I can't really stand MMORPGs, least of all WoW or Guild Wars. It's not just the fact that they're only RPGs in the sense that you can choose to be a certain race or class, and don't really give a sense of playing any kind of role. It's partly the fact that you do basically spend the whole time running around in a Diablo-esque hack n' slash trying to level up the whole time and trying to find better gear. I'm sure some people find it fascinating, but I would only ever pay a one-off game fee for it, certainly not a monthly subscription. I also can't stand the people - in Guild Wars, if you go to a town, it's mostly full of people running around saying 'Join my guild! Join my guild! It pwns!' and other such inanities. How you can even vaguely immerse yourself in it (and I'm no D&D obsessive) when there's annoying Americans/teenagers running around making stupid comments and doing vaguely-funny-the-first-time dance moves, I've no idea. Give me single player any day.
I just use google as purely a search engine, because I find the personalised stuff a bit pointless. Surely all they can get from me is a list of regular or irregular searches connected to one of millions of IP addresses? And since I use a couple of computers at work as well as my home PC, the data's not really complete anyway?
That's why I'm glad my name's George Brown - best of luck googling that!
There are students in the Institution I work in who have quite openly been slagging professors here on facebook - I guess they're just not aware of how easy it is to find..
With regard to the above, a number of the major political and social changes of the last 100 years worldwide have, in the most part, been instigated by students - Romania under Ceaucescu, Tiananmen Square in China, etc. etc. If they'd all be 'doing their homework' none of that would have happened. Of course they're not directly comparable, but it is in student's nature to question and inquire, and I feel they should be encouraged to do so, though in a positive and constructive manner.
Highly amusing though.
I've had broadband through NTL/Virgin/whoever for a year or two now, and I've barely had a problem with the service itself (the year it took them to sort out a refund for them opening two accounts and charging for both is a different story altogether). The up and download speed have been fine, and I do a pretty hefty amount of downloading torrents and the suchlike.
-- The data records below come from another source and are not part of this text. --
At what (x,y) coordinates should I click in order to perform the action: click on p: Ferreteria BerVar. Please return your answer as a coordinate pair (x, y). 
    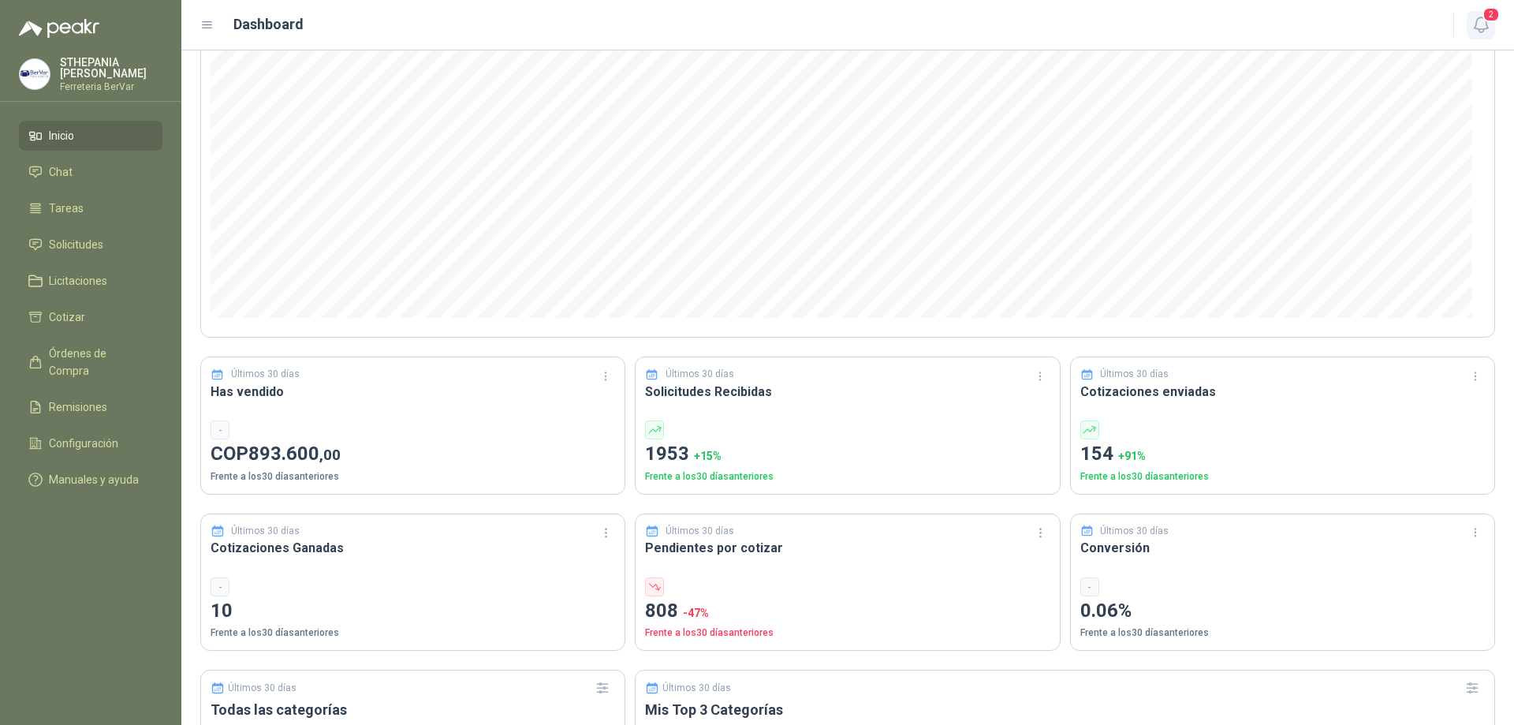
    Looking at the image, I should click on (111, 87).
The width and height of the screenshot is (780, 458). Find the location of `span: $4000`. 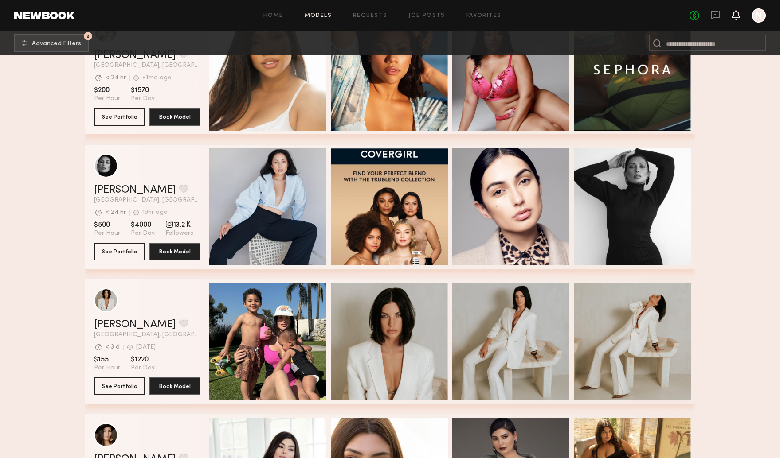

span: $4000 is located at coordinates (143, 225).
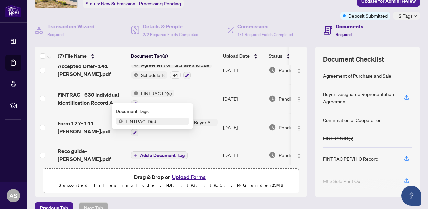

The TV, on the other hand, is pretty appalling. The guide is incredibly slow, and there seem to be several buttons I can press which seize the whole thing up for a minute or so at a time. The 'On Demand' service simply doesn't work, and every time I phone the call centre in India I have to go through the rigmarole of them sending something to the box, which apparently takes two hours. Of course each time I phone the person I speak to has no record of previous calls. The new much-vaunted Central service doesn't work either - scant recompense for the lost Sky channels. Nor (often) do the pay per view movies. I am generally met with indifference by any customer servants I eventually get through to. The service offered by Sky (including interactive) is considerably better - I would have it if my landlady would let me put a satellite on the roof.
And mine costs me about £70 a month for the pair. I was paying a price similar to another poster, but that went up very quickly after the offer period ended. When I pay this much for something, I really do expect it to be pretty perfect, and frankly it isn't.